Wilfred Owen, 1893-1918
Soldier observing Ypres trench

Exposure

I


Our brains ache, in the merciless iced east winds that knife us...

Wearied we keep awake because the night is silent...

Low, drooping flares confuse our memory of the salient...

Worried by silence, sentries whisper, curious, nervous,

But nothing happens.


Watching, we hear the mad gusts tugging on the wire,

Like twitching agonies of men among its brambles.

Northward, incessantly, the flickering gunnery rumbles,

Far off, like a dull rumour of some other war.

What are we doing here?


The poignant misery of dawn begins to grow...

We only know war lasts, rain soaks, and clouds sag stormy.

Dawn massing in the east her melancholy army

Attacks once more in ranks on shivering ranks of gray,

But nothing happens.


Sudden successive flights of bullets streak the silence.

Less deadly than the air that shudders black with snow,

With sidelong flowing flakes that flock, pause and renew,

We watch them wandering up and down the wind's nonchalance,

But nothing happens.













II


Pale flakes with fingering stealth come feeling for our faces—

We cringe in holes, back on forgotten dreams, and stare, snow-dazed,

Deep into grassier ditches. So we drowse, sun-dozed,

Littered with blossoms trickling where the blackbird fusses.

Is it that we are dying?


Slowly our ghosts drag home: glimpsing the sunk fires, glozed

With crusted dark-red jewels; crickets jingle there;

For hours the innocent mice rejoice: the house is theirs;

Shutters and doors all closed: on us the doors are closed—

We turn back to our dying.


Since we believe not otherwise can kind fires burn;

Nor ever suns smile true on child, or field, or fruit.

For God's invincible spring our love is made afraid;

Therefore, not loath, we lie out here; therefore were born,

For love of God seems dying.


Tonight, this frost will fasten on this mud and us,

Shrivelling many hands, puckering foreheads crisp.

The burying-party, picks and shovels in their shaking grasp,

Pause over half-known faces. All their eyes are ice,

But nothing happens.


The winter of 1917, the inspiration for this poem, was an exceptionally cold one across Europe. The men of the front (infamously undersupplied) bore the full brunt of record snowfalls and dangerous temperatures. As echoed in this poem, many men must have wondered why they had been moved into foreign trenches far from family and home, only to be left to freeze.

Written a little over two years into the conflict, the horror and resignation of Owen’s poem reflect bitterly on the fact that for nearly two more years the men of the front (and the rest of the world) would continue to suffer. Abandoned and desolate in a wasteland of frost and freezing mud, the figures in this poem are ghosts only able to wonder at their fate. The last line, often repeated, is more a complaint than a hope—yet many thousands were still to die.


- PROBLEM STATEMENT -
Could you say how many lines below contain the word "element"? Give the number with no other text.

··· LISTED RECORDS ···

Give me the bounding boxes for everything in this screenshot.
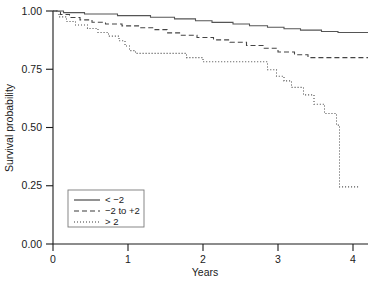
legend-label-0: < −2 <box>105 194 124 205</box>
x-axis-title: Years <box>192 266 218 278</box>
survival-plot: 0.000.250.500.751.00 01234 Years Surviva… <box>0 0 374 284</box>
y-tick-group: 0.000.250.500.751.00 <box>22 5 53 250</box>
x-tick-label: 2 <box>200 253 206 265</box>
y-axis: 0.000.250.500.751.00 <box>22 5 53 250</box>
x-tick-label: 4 <box>350 253 356 265</box>
legend-label-2: > 2 <box>105 216 118 227</box>
x-axis: 01234 <box>50 244 368 265</box>
y-axis-title: Survival probability <box>3 83 15 172</box>
chart-svg: 0.000.250.500.751.00 01234 Years Surviva… <box>0 0 374 284</box>
x-tick-label: 0 <box>50 253 56 265</box>
x-tick-group: 01234 <box>50 244 356 265</box>
legend-label-1: −2 to +2 <box>105 205 140 216</box>
y-tick-label: 0.00 <box>22 238 43 250</box>
chart-legend: < −2−2 to +2> 2 <box>68 190 144 227</box>
y-tick-label: 0.25 <box>22 179 43 191</box>
series-line-dashed <box>53 11 368 58</box>
x-tick-label: 3 <box>275 253 281 265</box>
x-tick-label: 1 <box>125 253 131 265</box>
y-tick-label: 0.50 <box>22 121 43 133</box>
y-tick-label: 1.00 <box>22 5 43 17</box>
y-tick-label: 0.75 <box>22 63 43 75</box>
series-layer <box>53 11 368 187</box>
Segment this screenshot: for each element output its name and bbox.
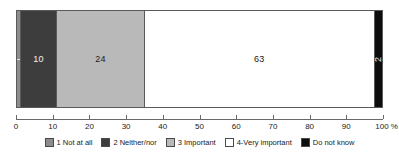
legend-item-label: 3 Important	[178, 139, 216, 147]
axis-tick	[16, 115, 17, 119]
axis-tick	[200, 115, 201, 119]
legend-item[interactable]: 2 Neither/nor	[101, 138, 156, 147]
axis-tick	[163, 115, 164, 119]
axis-tick-label: 30	[122, 123, 131, 131]
axis-tick	[310, 115, 311, 119]
axis-tick-label: 70	[268, 123, 277, 131]
axis-tick-label: 50	[195, 123, 204, 131]
axis-tick-label: 40	[158, 123, 167, 131]
bar-segment-value: 10	[33, 55, 43, 64]
axis-tick	[273, 115, 274, 119]
axis-tick	[346, 115, 347, 119]
bar-segment-5: 2	[375, 11, 382, 107]
legend-item-label: Do not know	[313, 139, 355, 147]
plot-area: 11024632	[16, 10, 383, 108]
legend-item[interactable]: 3 Important	[166, 138, 216, 147]
legend-swatch-icon	[301, 138, 310, 147]
bar-segment-value: 63	[254, 55, 264, 64]
axis-tick	[236, 115, 237, 119]
legend-item[interactable]: Do not know	[301, 138, 355, 147]
bar-segment-3: 24	[57, 11, 145, 107]
legend-swatch-icon	[225, 138, 234, 147]
legend-swatch-icon	[166, 138, 175, 147]
bar-segment-value: 2	[375, 56, 382, 61]
bar-segment-value: 24	[95, 55, 105, 64]
bar-segment-4: 63	[145, 11, 375, 107]
legend-item-label: 2 Neither/nor	[113, 139, 156, 147]
axis-tick-label: 20	[85, 123, 94, 131]
axis-tick-label: 100 %	[375, 123, 398, 131]
legend-item-label: 1 Not at all	[57, 139, 93, 147]
legend-item[interactable]: 1 Not at all	[45, 138, 93, 147]
x-axis: 0102030405060708090100 %	[16, 119, 383, 120]
stacked-bar-chart: 11024632 0102030405060708090100 % 1 Not …	[0, 0, 399, 158]
bar-stack: 11024632	[17, 11, 382, 107]
axis-tick	[89, 115, 90, 119]
axis-tick-label: 60	[232, 123, 241, 131]
legend-swatch-icon	[101, 138, 110, 147]
axis-tick	[383, 115, 384, 119]
axis-tick-label: 80	[305, 123, 314, 131]
axis-tick-label: 90	[342, 123, 351, 131]
axis-tick-label: 0	[14, 123, 18, 131]
chart-legend: 1 Not at all2 Neither/nor3 Important4-Ve…	[0, 138, 399, 147]
legend-item-label: 4-Very important	[237, 139, 292, 147]
legend-item[interactable]: 4-Very important	[225, 138, 292, 147]
bar-segment-2: 10	[21, 11, 58, 107]
legend-swatch-icon	[45, 138, 54, 147]
axis-tick-label: 10	[48, 123, 57, 131]
axis-tick	[53, 115, 54, 119]
axis-tick	[126, 115, 127, 119]
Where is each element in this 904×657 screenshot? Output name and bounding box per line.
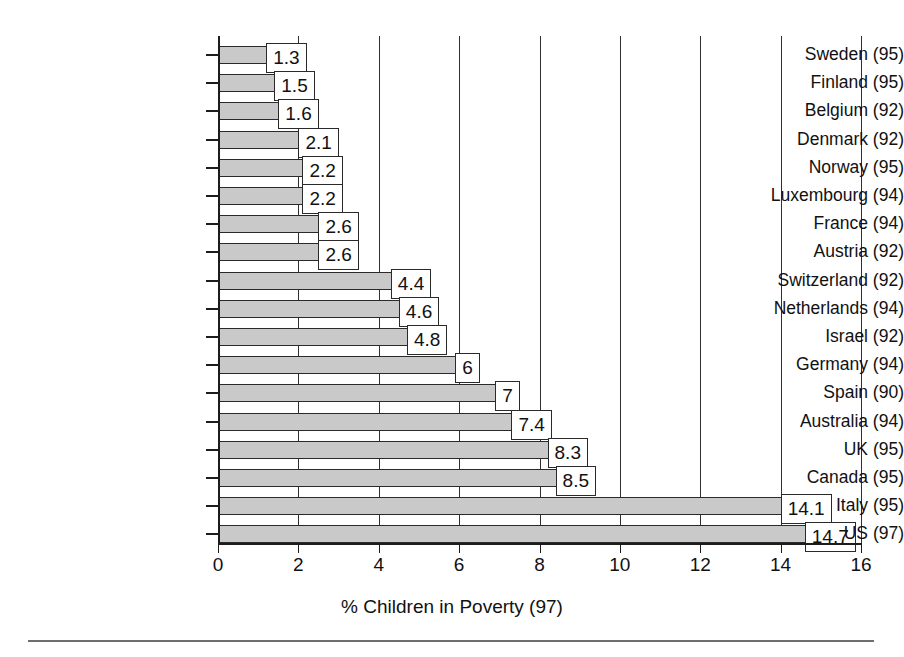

···

- SOLUTION BELOW -
2